In her poem ‘The Pomegranate’, Boland's running theme of Greek mythology and the story of Ceres and Persephone acts as a metaphor for her protective nature over her own daughter. Boland is forced to come to terms with the fact that her once child, now teenager’s free will can no longer be controlled by her mother. Much like Ceres could not prevent Persephone from eating the pomegranate, Boland cannot stop her daughter from making bad choices in life. This metaphor helps Boland understand that like everyone else, her daughter must live and learn. This powerful metaphor gives us, the reader, an insightful view into Boland's mothering, and the true intensity of the emotions involved.
Another technique used by Boland to convey these feelings is imagery, a central element of her style.
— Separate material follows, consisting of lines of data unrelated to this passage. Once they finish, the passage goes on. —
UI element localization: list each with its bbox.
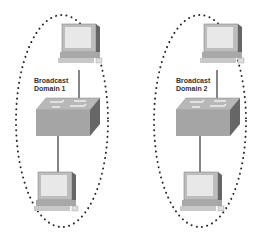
network-diagram <box>0 0 276 240</box>
switch-icon <box>36 98 100 136</box>
broadcast-domain-1 <box>16 15 108 227</box>
switch-icon <box>176 98 240 136</box>
domain-label-line1: Broadcast <box>176 77 210 85</box>
broadcast-domain-2 <box>154 15 246 227</box>
pc-icon <box>34 172 78 211</box>
pc-icon <box>200 24 244 63</box>
pc-icon <box>58 24 102 63</box>
domain-label-line2: Domain 2 <box>176 85 210 93</box>
pc-icon <box>180 172 224 211</box>
domain-label-line2: Domain 1 <box>34 85 68 93</box>
domain-1-label: Broadcast Domain 1 <box>34 77 68 93</box>
domain-2-label: Broadcast Domain 2 <box>176 77 210 93</box>
domain-label-line1: Broadcast <box>34 77 68 85</box>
As a poet, Boland is renowned for her use of descriptive metaphors and similes referencing nature, “I carried her past whitebeams and wasps, and honey­scented buddleias”.. This is a key description in her poem, T he Pomegranate, and highlights both her fond love for her child and the beauty of our world, something Boland always puts emphasis on when dealing with heavy topics such as innocence, war and maturity. While these topics are all stressed during the poem, the key themes and emotions portrayed by Boland through her descriptive, engaging language are those of loss and change as she accepts the inevitable change of her young girl growing up into an independent teenager, whom she can no longer protect from the dangers of life.
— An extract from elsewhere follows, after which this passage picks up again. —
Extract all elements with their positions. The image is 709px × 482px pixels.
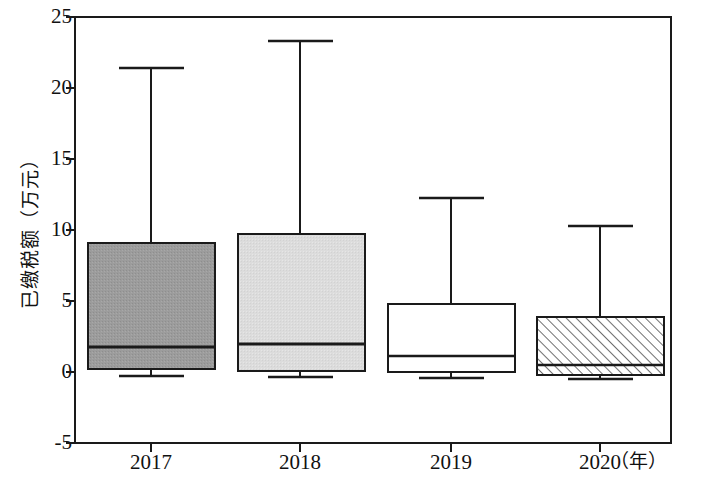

Boland expresses a statement of outrage in her poem,‘Child of Our Time’. This poem deals with the futility of the child’s death, accepts collective responsibility and emphasises how urgent it is that a lesson be learned from this tragedy. The language and form of the poem make the two qualities of tenderness and outrage evident from the beginning. The formal elegy starts in the first stanza as a ‘lullaby’ suitable for a child. Musical imagery and language, ­‘song’, ‘tune’, ‘rhythm’, ‘discord,’­ makes us realise the horrific contrast between what should have been a harmonious childhood and its cruel reality. The child should have learned the ‘idiom’ of his people, his relatives and friends. Boland portrays the horror that she felt by insisting that the only hope in the poem is that the adults in society will find a ‘new language’ of peace in the future.
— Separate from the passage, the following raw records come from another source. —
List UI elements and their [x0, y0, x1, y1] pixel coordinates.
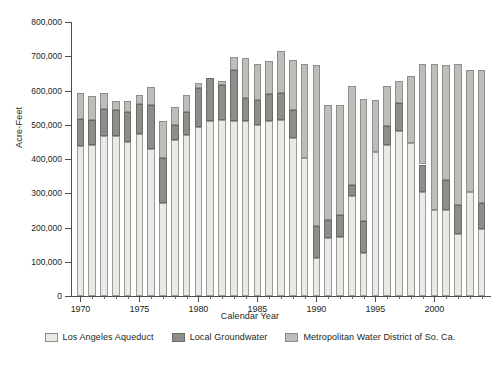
- bar-segment: [442, 65, 450, 180]
- x-axis-title: Calendar Year: [0, 311, 500, 321]
- bar-1999: [419, 64, 427, 296]
- x-tick-minor: [364, 296, 365, 299]
- bar-segment: [242, 121, 250, 296]
- x-tick-minor: [246, 296, 247, 299]
- bar-segment: [77, 93, 85, 119]
- x-tick-minor: [458, 296, 459, 299]
- bar-segment: [147, 105, 155, 150]
- legend-item[interactable]: Local Groundwater: [172, 332, 268, 342]
- bar-1981: [206, 78, 214, 296]
- bar-segment: [242, 98, 250, 121]
- bar-1992: [336, 105, 344, 296]
- x-tick-minor: [387, 296, 388, 299]
- bar-segment: [336, 215, 344, 237]
- bar-segment: [136, 134, 144, 296]
- bar-segment: [442, 180, 450, 210]
- x-tick-major: [257, 296, 258, 302]
- bar-1974: [124, 101, 132, 296]
- x-tick-minor: [128, 296, 129, 299]
- bar-segment: [183, 112, 191, 134]
- bar-segment: [289, 60, 297, 110]
- bar-segment: [313, 258, 321, 296]
- bar-segment: [313, 226, 321, 258]
- bar-segment: [395, 131, 403, 296]
- plot-area: 1970197519801985199019952000: [71, 22, 491, 296]
- bar-segment: [407, 143, 415, 296]
- bar-segment: [183, 95, 191, 113]
- y-tick: [65, 296, 71, 297]
- bar-2004: [478, 70, 486, 296]
- bar-segment: [395, 103, 403, 131]
- x-tick-minor: [423, 296, 424, 299]
- legend-item[interactable]: Metropolitan Water District of So. Ca.: [285, 332, 455, 342]
- bar-segment: [112, 110, 120, 137]
- bar-segment: [419, 165, 427, 192]
- bar-segment: [206, 121, 214, 296]
- bar-1989: [301, 64, 309, 296]
- bar-segment: [100, 93, 108, 109]
- bar-segment: [254, 64, 262, 100]
- y-tick-label: 200,000: [0, 224, 62, 233]
- chart-container: Acre-Feet 800,000700,000600,000500,00040…: [0, 0, 500, 368]
- bar-segment: [159, 158, 167, 203]
- y-tick: [65, 159, 71, 160]
- bar-1980: [195, 83, 203, 296]
- x-tick-minor: [470, 296, 471, 299]
- x-tick-major: [316, 296, 317, 302]
- bar-segment: [230, 121, 238, 296]
- y-tick-label: 500,000: [0, 121, 62, 130]
- bar-2003: [466, 70, 474, 296]
- x-tick-major: [80, 296, 81, 302]
- bar-1985: [254, 64, 262, 296]
- x-tick-minor: [446, 296, 447, 299]
- bar-segment: [171, 125, 179, 140]
- x-tick-major: [198, 296, 199, 302]
- bar-segment: [159, 203, 167, 297]
- bar-1971: [88, 96, 96, 296]
- bar-segment: [360, 221, 368, 253]
- chart-legend: Los Angeles AqueductLocal GroundwaterMet…: [0, 332, 500, 342]
- bar-segment: [431, 210, 439, 296]
- bar-1978: [171, 107, 179, 296]
- bar-1988: [289, 60, 297, 296]
- bar-segment: [254, 125, 262, 296]
- y-tick-label: 600,000: [0, 87, 62, 96]
- bar-segment: [206, 78, 214, 121]
- bar-segment: [230, 57, 238, 70]
- x-tick-minor: [482, 296, 483, 299]
- bar-segment: [88, 96, 96, 119]
- bar-segment: [171, 107, 179, 125]
- y-tick: [65, 228, 71, 229]
- bar-segment: [454, 234, 462, 296]
- bar-1979: [183, 95, 191, 296]
- swatch-groundwater-icon: [172, 333, 185, 342]
- bar-segment: [301, 158, 309, 296]
- bar-1993: [348, 86, 356, 296]
- bar-segment: [195, 127, 203, 296]
- x-tick-major: [139, 296, 140, 302]
- y-tick: [65, 91, 71, 92]
- bar-segment: [336, 237, 344, 296]
- bar-segment: [360, 99, 368, 220]
- bar-segment: [348, 185, 356, 196]
- bar-segment: [195, 88, 203, 127]
- bar-segment: [254, 100, 262, 125]
- bar-segment: [360, 253, 368, 296]
- bar-segment: [147, 87, 155, 104]
- bar-segment: [159, 121, 167, 158]
- x-tick-minor: [187, 296, 188, 299]
- legend-label: Local Groundwater: [190, 332, 268, 342]
- legend-label: Los Angeles Aqueduct: [63, 332, 154, 342]
- x-tick-minor: [151, 296, 152, 299]
- bar-segment: [419, 64, 427, 164]
- bar-1973: [112, 101, 120, 296]
- bar-segment: [77, 146, 85, 296]
- x-tick-minor: [104, 296, 105, 299]
- x-tick-minor: [175, 296, 176, 299]
- bar-segment: [277, 93, 285, 120]
- bar-segment: [324, 105, 332, 220]
- swatch-aqueduct-icon: [45, 333, 58, 342]
- bar-segment: [395, 81, 403, 103]
- bar-segment: [289, 110, 297, 138]
- legend-item[interactable]: Los Angeles Aqueduct: [45, 332, 154, 342]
By using rhyme the poet helps to make the poem more formal in its expression of grief. She varies her techniques between half rhymes, ‘instruct/protect’, and full rhyme ‘lullaby / cry’ and sibilance, ‘sleep in a world your final sleep has woken’ add to the musical effect of the poem. Repetition highlights the sense of grief, ‘broken images’. These elements create an inharmonious rhythm and showcase the poet's strong feelings.
In conclusion, Boland’s use of language contributes to the diverse range of emotions expressed in her poetry. Throughout the poems, ‘Love’, ‘The Famine Road’, ‘ The Pomegranate’ and ‘‘Child of our Time’, her use of various poetic techniques and distinct language convey her palette of intense feelings to the reader and helps communicate her interesting perspective on diverse issues.